A bee is never as busy as it seems; it's just that it can't buzz any slower.
It was a broiling afternoon of mid-August in Brinoe and everybody who was anybody had long ago quit its burning pavements and chilly palaces for the mountains or the sea.
Bread is the king of the table and all else is merely the court that surrounds the king. The countries are the soup, the meat, the vegetables, the salad, but bread is king.
There is a rhythm in life, a certain beauty which operates by a variation of lights and shadows, happiness alternating with sorrow, content with discontent, distilling in this process of contrast a sense of satisfaction, of richness that can be captured and pinned down only by those who possess the gift of awareness.
Houses, like people, have personalities, and, like the personalities of people, they are partly molded by all that has happened to them.
As soils are depleted, human health, vitality and intelligence go with them.
It is the duty of every citizen, for his own welfare, if for no other patriotic reason, to support and fight for and possibly initiate measures having to do with conservation of soil, water and forests.
The cry for freedom is a sign of suppression. It will not cease to ring as long as man feels himself captive. As diverse as the cries for freedom may be, basically they all express one and the same thing: The intolerability of the rigidity of the organism and of the machine-like institutions which create a sharp conflict with the natural feelings for life. Not until there is a social order in which all cries for freedom subside will man have overcome his biological and social crippling, will he have attained genuine freedom.
. . . a man does not die for words. He dies for his relation to them.
I do not need a thousand souls, I only need one, which is my master's.
The greater part of what my neighbors call good I believe in my soul to be bad, and if I repent of anything, it is very likely to be my good behavior. What demon possessed me that I behaved so well? You may say the wisest thing you can, old man, - you who have lived seventy years, not without honor of a kind, - I hear an irresistible voice which invites me away from all that.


- **ACTION ITEM**
Without the images, reproduce each line of the material exactly.

○ ○ ○ ○ ○ ○ ○

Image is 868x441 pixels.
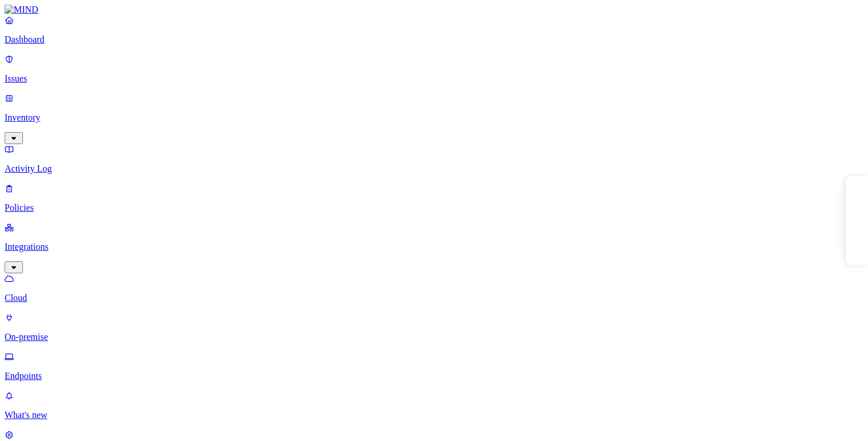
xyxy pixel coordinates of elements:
[4,222,864,271] a: Integrations
[4,163,864,174] p: Activity Log
[4,34,864,45] p: Dashboard
[4,184,864,213] a: Policies
[4,112,864,123] p: Inventory
[4,203,864,213] p: Policies
[4,93,864,142] a: Inventory
[4,391,864,421] a: What's new
[4,15,864,45] a: Dashboard
[4,351,864,381] a: Endpoints
[4,293,864,303] p: Cloud
[4,144,864,174] a: Activity Log
[4,313,864,343] a: On-premise
[4,273,864,303] a: Cloud
[4,4,864,15] a: MIND
[4,371,864,381] p: Endpoints
[4,74,864,83] p: Issues
[4,410,864,421] p: What's new
[4,332,864,343] p: On-premise
[4,242,864,252] p: Integrations
[4,4,39,15] img: MIND
[4,54,864,83] a: Issues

○ ○ ○ ○ ○ ○ ○

- **SOLUTION TO THE EXERCISE**
Image is 868x441 pixels.
xyxy pixel coordinates of elements:
[4,222,864,271] a: Integrations
[4,163,864,174] p: Activity Log
[4,34,864,45] p: Dashboard
[4,184,864,213] a: Policies
[4,112,864,123] p: Inventory
[4,203,864,213] p: Policies
[4,93,864,142] a: Inventory
[4,391,864,421] a: What's new
[4,15,864,45] a: Dashboard
[4,351,864,381] a: Endpoints
[4,293,864,303] p: Cloud
[4,144,864,174] a: Activity Log
[4,313,864,343] a: On-premise
[4,273,864,303] a: Cloud
[4,4,864,15] a: MIND
[4,371,864,381] p: Endpoints
[4,74,864,83] p: Issues
[4,410,864,421] p: What's new
[4,332,864,343] p: On-premise
[4,242,864,252] p: Integrations
[4,4,39,15] img: MIND
[4,54,864,83] a: Issues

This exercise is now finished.